The key to effective cures for cancers is to find weak points of cancer cells that are not found in non-cancer cells.
Researchers at the Tokyo Metropolitan Institute of Medical Science found that cancerous and non-cancerous cells depend on different factors for survival when their DNA replication is blocked.
Drugs that inhibited the survival factor required by cancer cells would selectively make cancer cells more vulnerable to replication inhibition.
Copying the 3 billion base-pairs of the human genome (DNA replication) takes 6-8 hrs.
During this time, cells can encounter many problems that interfere with the copying process.
DNA consists of long chains of nucleotide bases, and obstacles such as DNA interacting compounds, damaged bases, cross-linked DNA strands, reductions in nucleotide precursors, blockage by DNA binding proteins, unusual secondary structures of template DNAs, and collision with transcription, can all contribute to blocking replication.
It is essential for growing cells to overcome these problems to ensure that the entire genome is copied accurately.
If cells cannot cope with these crises, the genome is likely to undergo changes that could cause cancer cells to develop.
Cells have evolved elaborate mechanisms to protect against damage from faulty DNA replication.
When DNA replication machinery encounters an obstacle preventing replication, it activates a safety mechanism known as replication checkpoint.

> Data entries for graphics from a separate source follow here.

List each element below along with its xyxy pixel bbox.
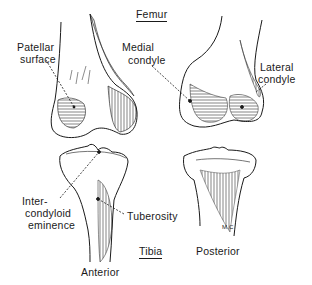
femur-anterior-drawing xyxy=(51,14,137,138)
label-patellar-surface-line1: Patellar xyxy=(17,41,54,53)
artist-signature: M.C xyxy=(222,221,234,233)
tibia-title: Tibia xyxy=(139,245,162,259)
leader-intercondyloid-eminence xyxy=(60,152,99,198)
label-lateral-condyle-line2: condyle xyxy=(258,73,296,85)
label-intercondyloid-line3: eminence xyxy=(28,219,75,231)
label-intercondyloid-line1: Inter- xyxy=(22,195,48,207)
label-tuberosity: Tuberosity xyxy=(127,210,178,222)
label-patellar-surface-line2: surface xyxy=(20,53,56,65)
label-medial-condyle-line1: Medial xyxy=(122,41,154,53)
tibia-anterior-drawing xyxy=(60,144,128,262)
leader-medial-condyle xyxy=(152,66,190,101)
label-anterior-view: Anterior xyxy=(81,266,119,278)
tibia-posterior-drawing xyxy=(183,147,256,236)
label-lateral-condyle-line1: Lateral xyxy=(260,61,294,73)
label-intercondyloid-line2: condyloid xyxy=(25,207,71,219)
label-posterior-view: Posterior xyxy=(196,245,240,257)
label-medial-condyle-line2: condyle xyxy=(128,54,166,66)
femur-title: Femur xyxy=(136,8,167,22)
femur-posterior-drawing xyxy=(180,16,264,127)
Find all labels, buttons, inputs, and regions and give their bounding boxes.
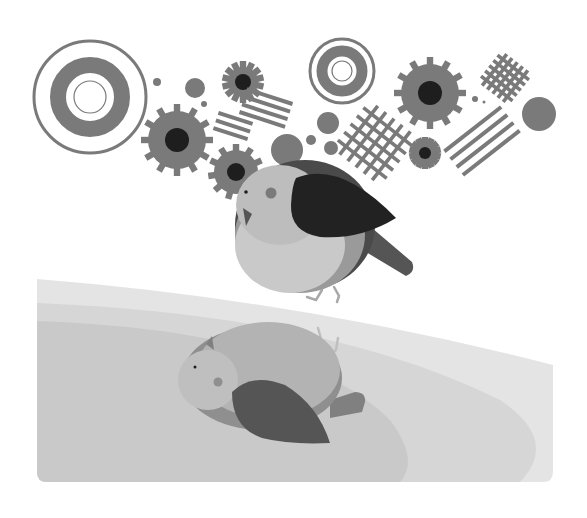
target-small — [310, 39, 374, 103]
decor-dot — [324, 141, 338, 155]
reflection-cheek — [214, 378, 223, 387]
target-large — [34, 41, 146, 153]
target-thick-ring — [322, 51, 362, 91]
bird-leg-right — [334, 287, 339, 302]
gear-hub — [165, 128, 189, 152]
gear-hub — [419, 147, 431, 159]
target-inner-ring — [332, 61, 352, 81]
stripes-b — [213, 113, 252, 139]
bird-eye — [244, 190, 248, 194]
illustration-canvas — [0, 0, 587, 518]
decor-dot — [522, 97, 556, 131]
reflection-eye — [194, 366, 197, 369]
bird-illustration — [0, 0, 587, 518]
stripe-line — [457, 123, 514, 167]
gear-spiky-top — [222, 61, 264, 103]
stripe-line — [444, 107, 501, 151]
decor-dot — [201, 101, 207, 107]
stripe-line — [451, 115, 508, 159]
decor-dot — [153, 78, 161, 86]
decor-dot — [483, 101, 486, 104]
gear-spiky-bottom — [409, 137, 442, 169]
target-inner-ring — [74, 81, 106, 113]
stripe-line — [463, 131, 520, 175]
gear-hub — [418, 81, 442, 105]
decor-dot — [317, 112, 339, 134]
target-thick-ring — [58, 65, 122, 129]
stripes-c — [444, 107, 519, 175]
gear-hub — [235, 74, 251, 90]
bird-wing — [291, 174, 396, 238]
gear-hub — [227, 163, 245, 181]
reflection-head — [178, 350, 238, 410]
decor-dot — [185, 78, 205, 98]
bird — [235, 160, 413, 302]
grid-small — [477, 50, 533, 106]
gear-large-left — [141, 104, 213, 176]
bird-cheek — [266, 188, 277, 199]
decor-dot — [472, 96, 478, 102]
gear-large-right — [394, 57, 466, 129]
decor-dot — [306, 135, 316, 145]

Replication checkpoint stops DNA replication and activates repair pathways.
A critical protein in this process is called Claspin.
When replication is blocked, a phosphate is covalently attached to Claspin, in a process known as phosphorylation.
Phosphorylation of Claspin is a critical first step in activating replication checkpoint.
Recently, Chi-Chun Yang and his colleagues at the Tokyo Metropolitan Institute of Medical Science determined how Claspin is phosphorylated.
Their findings were reported in the 2019 December issue of E-life.
By using genetically modified animals and cells as well as biochemical analyses with purified proteins, they found that when DNA replication is blocked in cancer cells, a protein called Cdc7 predominantly phosphorylates Claspin to activate replication checkpoint.
In contrast, in non-cancer cells, a different protein, CK11, phosphorylates Claspin when DNA replication is blocked.
The reason for this difference is because cancer cells have high amounts of Cdc7, while non-cancerous cells have low amounts of Cdc7 and relatively high amounts of CK11.
The results show an example of differential cellular strategies to deal with crisis between cancer and non-cancer cells.
Cancer cells are generally more sensitive to replication block than non-cancer cells, since cellular protection mechanisms are often compromised in cancers.
Understanding how cells respond to cellular crises such as DNA replication block is crucial to developing new strategies for cancer treatments.
Hisao Masai, Ph.D., the senior author of the E-life article, says, "We can take advantage of the different mechanisms utilised by cancer and non-cancer cells to devise a way to specifically target cancer cells. Our findings suggest that inhibiting Cdc7 will efficiently inactivate the safe-guard system against replication block selectively in cancer cells, leading to their clearance by cell death. Indeed, we and others have developed low molecular-weight compounds that specifically inhibit Cdc7 as candidate anti-cancer agents."